The Federal Government is Working Hard To Shield States From Their Own Irresponsibility

Many states managed to grow state spending in the last decade far faster than inflation and population growth, soaking up every new dime in bubble-generated tax revenue they could.   It may seem like states were forced to make a lot of hard decisions last year, but in fact they were sheltered from really dealing with the full measure of their own fiscal problems by large influxes of Federal "stimulus" money.  As I demonstrated way back in January of 2009, most of the stimulus was actually ear-marked not for the mythical shovel read project, but for "stabilization" of state and federal budgets.  This is a couple of months old, but still applies:

A historic nosedive in state tax collections extended into the third quarter of the year, and only an infusion of federal economic stimulus money has averted widespread program cuts and worker layoffs.
Tax collections from July through September dropped an average of 8.3% from a year earlier in the eight states that release up-to-date monthly tax figures, a USA TODAY survey found. New York's tax collections fell 8.9%, despite an income tax hike earlier this year. States reporting partial third-quarter results showed a similar downward spiral in tax collections, including 13.2% drop in Arizona.

Federal stimulus money has protected states from making big cuts in the number of government workers, in aid to schools or in spending on Medicaid, the health care program for the poor. But most federal stimulus money ends in December 2010.

This is not a new trend, from Tad DeHaven of Cato:

201001_blog_dehaven_tot

According to the Goldwater Institute, over a third of the AZ state budget is federal money.
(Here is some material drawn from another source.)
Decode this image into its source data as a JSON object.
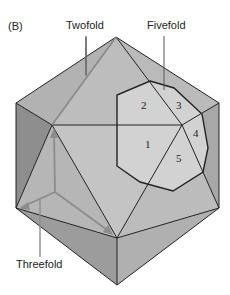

Where-the-Budget-Comes-From

How can there possibly be any accountability for how this is spent, though it actually is larger than the amount raised by state taxes?  If we want the government to buy us goodies in this state, we should at least pay for them ourselves and not take money from others.  By the way, every time I raise this argument, someone says "well our state pays more federal taxes than it gets back."  First, every state says this so it can't possibly be true in every case.  Second, it's a terrible practice from the standpoint of accountability.

Related, via Matt Welch:

The biggest single national political donor in the country during the 2007-08 election cycle, according to OpenSecrets.org, was the overwhelmingly Democrat-supporting teachers union the National Education Association. What category of worker was the biggest single beneficiary of stimulus spending? Public school teachers. Who, according to Vice President Joe Biden, accounted for 325,000 of the first 640,000 jobs "created or saved." While it's true that teachers are Americans (even my brother), in the vast majority of these cases, the jobs in question weren't "created," just maintained, since it is nearly impossible to fire public school teachers.

7 Comments

  1. morganovich:

    while i doubt it is true in every case, it is certainly possible for every the citizens of every state to pay more federal tax than the state gets back. imagine each state pays $2 in taxes, sending a total of $100 to the feds. the feds then spend $50 on non state activity, be it military, foreign aid, debt service, whatever. each state gets back $1.

    the biggest issue here is that the feds pass unfunded mandates to the states, then they send money to pay for it, and over time, they take over the states. a federalist system dissolves as states become utterly beholden to DC and they lose more and more leverage. suddenly, we have federal educations standards, mileage standards, speed limits, drinking ages, etc and the states can no longer resist.

    this has the chilling effect of limiting the experimentation which is needed for best practices to emerge.

  2. DrTorch:

    100% spot on, morganovich.

  3. Matt:

    Another response to "we send more money than we get back" is to tell them to start electing Senators and Representatives that will shrink the federal government instead of grow it.

  4. Rob:

    Liberal spin: Libertarian Admit Federal Government Is Working Hard

  5. Ron H.:

    Yikes! That first figure sure looks familiar. Is there any set of data that WONT produce that shape?

  6. T M Colon:

    Considering how much of the federal budget is borrowed money, it's entirely possible that each and every every state in the union could get more "back" than it pays in taxes.

  7. markm:

    It's not at all difficult for the government to manage things so that no one gets back as much value as they pay in.